Story time (flash back)
Who: Everett
Where: unknown
When: April through August
Without the sun or moon, without a clock or calendar, without even basic words shared with another human being? Time lost it's meaning. Everett had no idea just how long he'd been the subject of his captors' amusement, but by now he was near-convinced he'd never live to find out. The only variation in his day was the irregular trip between his bare cell and the room, the only other room he knew of in this place. His cell was about the same size as his bathroom in the old house had been, swapping out a shower for a squat and low bed, if it could even be called that. The door told him nothing; grey and heavy, with only an eye slot on his side that looked out to a plain white hallway.

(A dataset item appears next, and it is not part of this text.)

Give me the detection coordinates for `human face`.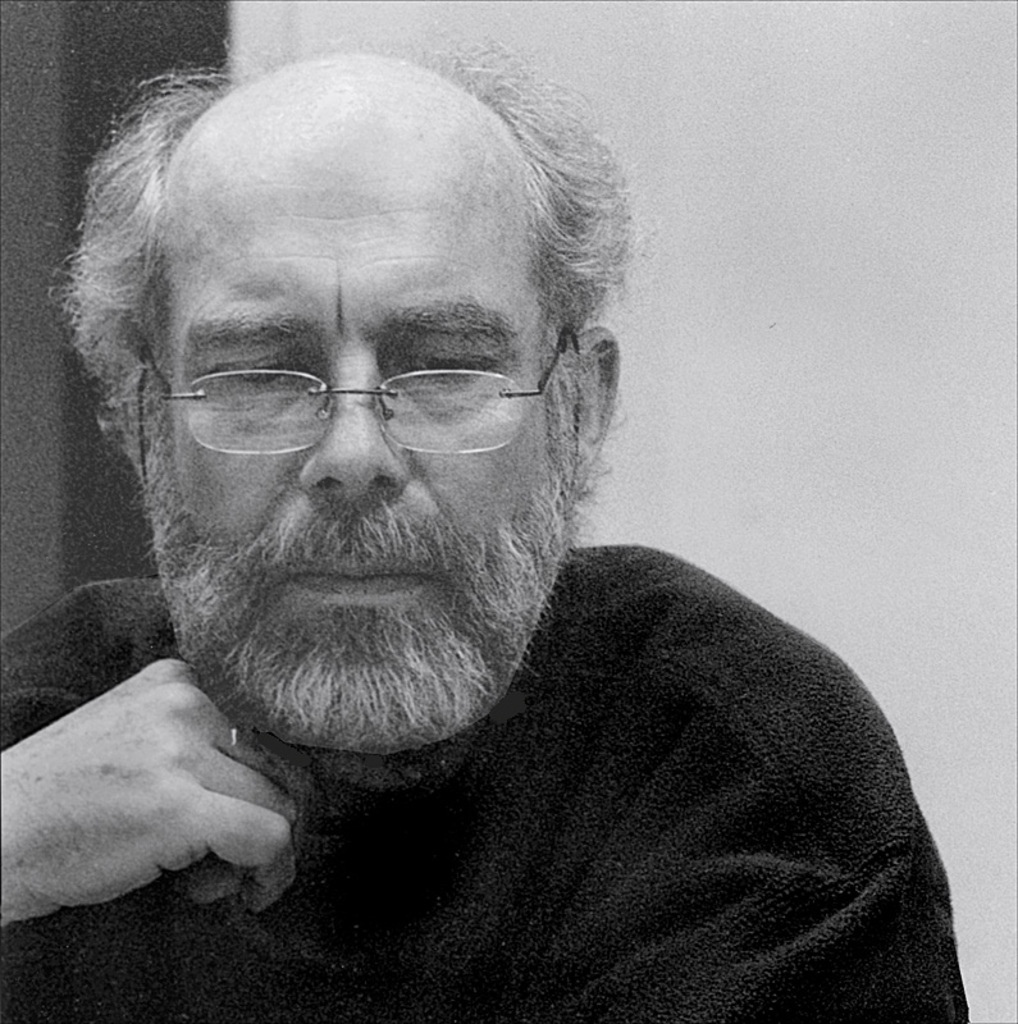
pyautogui.locateOnScreen(160, 182, 565, 707).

He would sit in silence for what might have been days, sleep when he could, and sometimes? Sometimes pray for death. Everything else was futile.
Ev had learned fast that he couldn't stop the men when they came to his cell, though not for lack of trying. The first time had been the arrival of a meal, a desperate attack at the masked man who held his food tray. Ev had dropped him solidly and had enough time to start gloating before he got hit by a stun gun and kicked unconscious. After that, there wasn't food for a while, maybe days. And while he never got to see the damage they did to him too well, Ev knew it was there. Still, it wasn't the last time he tried. But for any hits that Ev got to dish out, he never got a word from his captors. No, all he got was changing repercussions.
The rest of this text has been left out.